The treaty, drafted in 1899, promised that the federal government would set aside one square mile for each family of five, it says, and also pledged to deliver up 64 ha of land "to each Indian for such families or individual Indians as may prefer to live apart from band reserves . . .."
There's a shortfall of 2,460 ha of land which should have been set aside for the band under Treaty 8, it adds.
As well, the statement of claim says "between 1910 and 1912, 12 individuals were transferred by the [Indian Affairs Department] from the Alexander Band and First Nation to the Sawridge Band and First Nation." Those individuals, it says, were not counted when Treaty 8 was enacted, and therefore "plaintiffs claim entitlement to additional reserve lands of approximately 1,920 acres [768 ha] . . .."
Also, the claim says, financial compensation - in the amount of $2,294.23 - which should have accompanied those individuals, was inadvertently sent to the Driftpile Band "in approximately 1912."
The plaintiffs have never been compensated for this error and are therefore claiming the "$2,294.23 plus interest from the date of the transfer of these moneys . . .."
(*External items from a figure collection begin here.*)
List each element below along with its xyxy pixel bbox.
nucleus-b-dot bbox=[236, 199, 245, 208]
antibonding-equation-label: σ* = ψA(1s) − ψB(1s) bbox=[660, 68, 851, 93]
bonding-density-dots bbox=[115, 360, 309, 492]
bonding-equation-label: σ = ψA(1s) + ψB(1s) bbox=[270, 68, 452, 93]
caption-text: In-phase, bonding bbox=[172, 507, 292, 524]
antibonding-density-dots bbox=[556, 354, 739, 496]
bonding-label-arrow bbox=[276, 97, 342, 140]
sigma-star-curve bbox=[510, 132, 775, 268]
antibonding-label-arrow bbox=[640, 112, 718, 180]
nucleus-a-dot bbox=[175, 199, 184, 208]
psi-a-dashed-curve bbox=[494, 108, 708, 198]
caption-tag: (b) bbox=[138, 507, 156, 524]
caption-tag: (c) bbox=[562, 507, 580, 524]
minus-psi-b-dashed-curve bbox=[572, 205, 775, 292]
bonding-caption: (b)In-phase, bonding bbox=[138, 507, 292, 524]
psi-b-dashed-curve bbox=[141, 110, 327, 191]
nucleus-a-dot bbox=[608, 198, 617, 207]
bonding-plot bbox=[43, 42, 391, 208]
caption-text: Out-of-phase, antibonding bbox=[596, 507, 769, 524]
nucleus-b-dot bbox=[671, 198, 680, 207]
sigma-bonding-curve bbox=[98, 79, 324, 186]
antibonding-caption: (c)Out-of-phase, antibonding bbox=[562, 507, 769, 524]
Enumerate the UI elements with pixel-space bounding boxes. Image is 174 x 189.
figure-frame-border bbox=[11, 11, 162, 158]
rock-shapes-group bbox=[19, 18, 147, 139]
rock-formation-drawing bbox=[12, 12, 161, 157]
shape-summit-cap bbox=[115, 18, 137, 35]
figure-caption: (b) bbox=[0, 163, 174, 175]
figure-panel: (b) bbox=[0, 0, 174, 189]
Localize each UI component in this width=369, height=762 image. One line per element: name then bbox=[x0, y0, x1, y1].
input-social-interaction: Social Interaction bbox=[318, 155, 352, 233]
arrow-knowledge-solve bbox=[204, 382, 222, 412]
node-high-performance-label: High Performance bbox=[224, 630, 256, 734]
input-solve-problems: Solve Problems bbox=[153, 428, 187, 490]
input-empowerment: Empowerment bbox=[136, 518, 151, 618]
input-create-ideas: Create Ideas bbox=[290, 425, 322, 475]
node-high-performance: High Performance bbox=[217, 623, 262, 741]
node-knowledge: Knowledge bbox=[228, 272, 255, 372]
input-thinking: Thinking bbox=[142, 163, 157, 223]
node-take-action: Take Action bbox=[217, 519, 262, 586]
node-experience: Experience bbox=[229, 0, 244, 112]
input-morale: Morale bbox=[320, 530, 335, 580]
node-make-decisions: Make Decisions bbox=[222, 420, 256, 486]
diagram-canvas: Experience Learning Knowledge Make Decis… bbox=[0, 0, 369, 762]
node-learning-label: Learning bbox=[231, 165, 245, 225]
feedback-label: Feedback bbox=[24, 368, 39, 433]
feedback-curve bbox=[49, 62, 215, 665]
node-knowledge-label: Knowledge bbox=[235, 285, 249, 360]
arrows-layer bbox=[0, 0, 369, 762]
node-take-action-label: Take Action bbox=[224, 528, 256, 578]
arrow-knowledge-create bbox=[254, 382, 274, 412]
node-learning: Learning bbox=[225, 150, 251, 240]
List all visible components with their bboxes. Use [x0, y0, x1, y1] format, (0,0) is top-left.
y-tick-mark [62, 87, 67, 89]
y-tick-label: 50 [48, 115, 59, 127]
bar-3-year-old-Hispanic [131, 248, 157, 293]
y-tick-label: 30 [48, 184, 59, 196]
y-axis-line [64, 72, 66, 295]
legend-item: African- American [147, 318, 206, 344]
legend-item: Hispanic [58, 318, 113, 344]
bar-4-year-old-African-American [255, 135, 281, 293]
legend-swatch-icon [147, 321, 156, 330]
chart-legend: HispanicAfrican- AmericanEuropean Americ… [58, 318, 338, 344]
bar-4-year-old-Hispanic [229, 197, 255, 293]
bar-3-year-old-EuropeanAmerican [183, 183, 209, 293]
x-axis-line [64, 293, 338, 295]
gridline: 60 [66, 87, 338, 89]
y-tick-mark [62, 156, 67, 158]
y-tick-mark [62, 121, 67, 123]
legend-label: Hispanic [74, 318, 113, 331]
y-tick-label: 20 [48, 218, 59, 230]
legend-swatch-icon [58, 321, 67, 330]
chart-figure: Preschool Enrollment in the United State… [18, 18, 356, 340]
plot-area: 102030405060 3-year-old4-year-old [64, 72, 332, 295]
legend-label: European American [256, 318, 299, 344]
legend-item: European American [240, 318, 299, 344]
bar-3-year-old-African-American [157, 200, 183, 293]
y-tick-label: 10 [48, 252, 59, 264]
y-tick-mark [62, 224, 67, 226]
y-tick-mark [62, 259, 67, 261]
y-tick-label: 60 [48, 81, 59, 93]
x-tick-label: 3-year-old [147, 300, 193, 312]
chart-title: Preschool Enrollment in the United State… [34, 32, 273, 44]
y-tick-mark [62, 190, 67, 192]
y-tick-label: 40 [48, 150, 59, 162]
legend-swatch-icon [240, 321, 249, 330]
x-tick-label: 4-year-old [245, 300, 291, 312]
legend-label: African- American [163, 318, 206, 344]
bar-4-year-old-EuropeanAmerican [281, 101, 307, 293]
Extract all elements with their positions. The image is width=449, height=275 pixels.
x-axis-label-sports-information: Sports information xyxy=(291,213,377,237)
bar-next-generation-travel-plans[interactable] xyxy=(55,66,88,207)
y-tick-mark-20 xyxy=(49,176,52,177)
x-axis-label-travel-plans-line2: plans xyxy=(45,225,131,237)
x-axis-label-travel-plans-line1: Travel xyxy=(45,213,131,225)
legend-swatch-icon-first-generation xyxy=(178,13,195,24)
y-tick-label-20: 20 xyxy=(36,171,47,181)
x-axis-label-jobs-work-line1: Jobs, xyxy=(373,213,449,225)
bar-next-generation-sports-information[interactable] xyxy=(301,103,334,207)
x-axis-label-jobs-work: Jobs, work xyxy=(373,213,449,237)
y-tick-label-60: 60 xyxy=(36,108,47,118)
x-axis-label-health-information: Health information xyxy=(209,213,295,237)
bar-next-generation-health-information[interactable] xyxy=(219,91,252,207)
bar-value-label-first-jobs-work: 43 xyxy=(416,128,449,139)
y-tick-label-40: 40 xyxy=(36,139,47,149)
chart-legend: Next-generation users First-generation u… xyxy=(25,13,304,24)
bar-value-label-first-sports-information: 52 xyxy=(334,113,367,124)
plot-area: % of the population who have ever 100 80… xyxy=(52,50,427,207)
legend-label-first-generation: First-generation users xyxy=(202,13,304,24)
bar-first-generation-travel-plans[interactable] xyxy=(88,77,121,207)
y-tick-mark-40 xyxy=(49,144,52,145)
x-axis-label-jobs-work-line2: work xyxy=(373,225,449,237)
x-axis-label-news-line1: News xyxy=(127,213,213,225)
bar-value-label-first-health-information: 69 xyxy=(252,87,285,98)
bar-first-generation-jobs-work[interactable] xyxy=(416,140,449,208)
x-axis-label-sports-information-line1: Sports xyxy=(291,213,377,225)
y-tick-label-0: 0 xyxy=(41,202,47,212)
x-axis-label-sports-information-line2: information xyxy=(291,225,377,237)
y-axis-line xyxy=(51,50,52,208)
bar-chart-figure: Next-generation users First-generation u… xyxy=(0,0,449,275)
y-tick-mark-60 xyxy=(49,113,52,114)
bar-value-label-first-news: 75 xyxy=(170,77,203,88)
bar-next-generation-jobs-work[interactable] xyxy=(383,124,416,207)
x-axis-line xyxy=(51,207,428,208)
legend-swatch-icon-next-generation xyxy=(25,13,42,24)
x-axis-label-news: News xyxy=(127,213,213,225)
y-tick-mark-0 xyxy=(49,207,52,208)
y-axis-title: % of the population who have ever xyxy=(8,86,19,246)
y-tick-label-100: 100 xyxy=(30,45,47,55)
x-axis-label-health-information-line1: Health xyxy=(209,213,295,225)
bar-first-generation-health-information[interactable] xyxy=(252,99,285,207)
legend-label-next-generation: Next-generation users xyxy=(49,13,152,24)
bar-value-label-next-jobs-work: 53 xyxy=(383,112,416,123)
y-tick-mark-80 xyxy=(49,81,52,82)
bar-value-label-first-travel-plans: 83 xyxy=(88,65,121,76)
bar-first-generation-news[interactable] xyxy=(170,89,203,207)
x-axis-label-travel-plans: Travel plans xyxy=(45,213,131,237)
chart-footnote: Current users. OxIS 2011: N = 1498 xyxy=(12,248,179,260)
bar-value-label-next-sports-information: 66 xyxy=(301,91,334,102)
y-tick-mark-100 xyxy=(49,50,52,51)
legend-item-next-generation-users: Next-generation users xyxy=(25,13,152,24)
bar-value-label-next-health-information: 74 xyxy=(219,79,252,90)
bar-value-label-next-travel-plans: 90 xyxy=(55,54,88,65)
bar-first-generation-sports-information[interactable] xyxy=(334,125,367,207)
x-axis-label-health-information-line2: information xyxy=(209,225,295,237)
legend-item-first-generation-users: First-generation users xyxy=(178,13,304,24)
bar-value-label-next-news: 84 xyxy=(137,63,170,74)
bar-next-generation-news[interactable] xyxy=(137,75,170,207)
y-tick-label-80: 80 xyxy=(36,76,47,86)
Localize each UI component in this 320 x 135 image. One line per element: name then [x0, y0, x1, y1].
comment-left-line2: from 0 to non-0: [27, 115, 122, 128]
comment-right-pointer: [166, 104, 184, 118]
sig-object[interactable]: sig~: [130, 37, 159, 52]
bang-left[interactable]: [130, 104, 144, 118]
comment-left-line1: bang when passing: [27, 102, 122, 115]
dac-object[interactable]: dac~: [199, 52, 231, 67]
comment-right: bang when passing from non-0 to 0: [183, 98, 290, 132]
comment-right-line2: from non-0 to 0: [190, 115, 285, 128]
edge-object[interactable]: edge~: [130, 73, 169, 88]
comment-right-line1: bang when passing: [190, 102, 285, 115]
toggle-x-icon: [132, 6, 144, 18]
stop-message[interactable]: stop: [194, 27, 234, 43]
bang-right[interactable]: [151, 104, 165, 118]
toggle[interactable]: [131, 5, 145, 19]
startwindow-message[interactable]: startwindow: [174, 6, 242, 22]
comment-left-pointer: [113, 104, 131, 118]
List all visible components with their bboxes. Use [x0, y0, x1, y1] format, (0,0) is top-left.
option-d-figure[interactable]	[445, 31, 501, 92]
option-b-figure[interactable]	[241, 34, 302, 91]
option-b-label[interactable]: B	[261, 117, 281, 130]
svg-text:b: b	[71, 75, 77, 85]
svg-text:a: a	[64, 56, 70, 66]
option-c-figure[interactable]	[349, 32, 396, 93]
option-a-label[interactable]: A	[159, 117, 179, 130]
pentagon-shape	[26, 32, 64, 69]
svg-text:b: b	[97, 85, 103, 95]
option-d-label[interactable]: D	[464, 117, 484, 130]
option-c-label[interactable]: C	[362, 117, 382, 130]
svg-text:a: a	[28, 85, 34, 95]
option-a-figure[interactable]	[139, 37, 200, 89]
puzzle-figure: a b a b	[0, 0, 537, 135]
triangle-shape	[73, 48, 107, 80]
Further, the band says it handed about 19 ha to the province in 1974 when Highway 88 was being built. The province allegedly promised to transfer 19 ha of reserve land or 56 ha of non-reserve land to the band as payment, but "no lands were transferred by Alberta to the plaintiffs." The province later agreed to compensate the band for the delay, the statement continues, but to date no compensation is forthcoming.
The document says loss of rent and interest from these lands has costit $4 million.The Town of Slave Lake's actions cost the band further when the town built "two streets which encroach upon or cross the plaintiff's reserve." The streets were built without the band's permission or proper surrender of lands, it claims.
Further, it says, somewhere between 1970 and 1986, "the town constructed utility pipelines which encroached upon the plaintiff's reserve." The lines, it adds, carry gas, water and sewer. Again, the statement alleges, the "utilities were built without the permission of the plaintiffs and without a proper surrender by the plaintiffs."
It's claiming $1 million in damages for the province's and town's alleged failings in taking land for streets, and another $1 million for loss of "beneficial use of these lands, including loss of rent."
For the destruction of wildlife and other resources, as well as the conversion of natural resources, and for "interference with the Aboriginal use of the land including traditional activities, trap lines . . . and for interference with religious and burial sites and with culture, traditions and spiritual values" it's asking the courts to award $6.5 million to the band.
The band is also asking for $5 billion for long-term suffering as a result of the breaches by defendants over the years, and for the courts to award it interest payments on all the alleged infractions and court costs.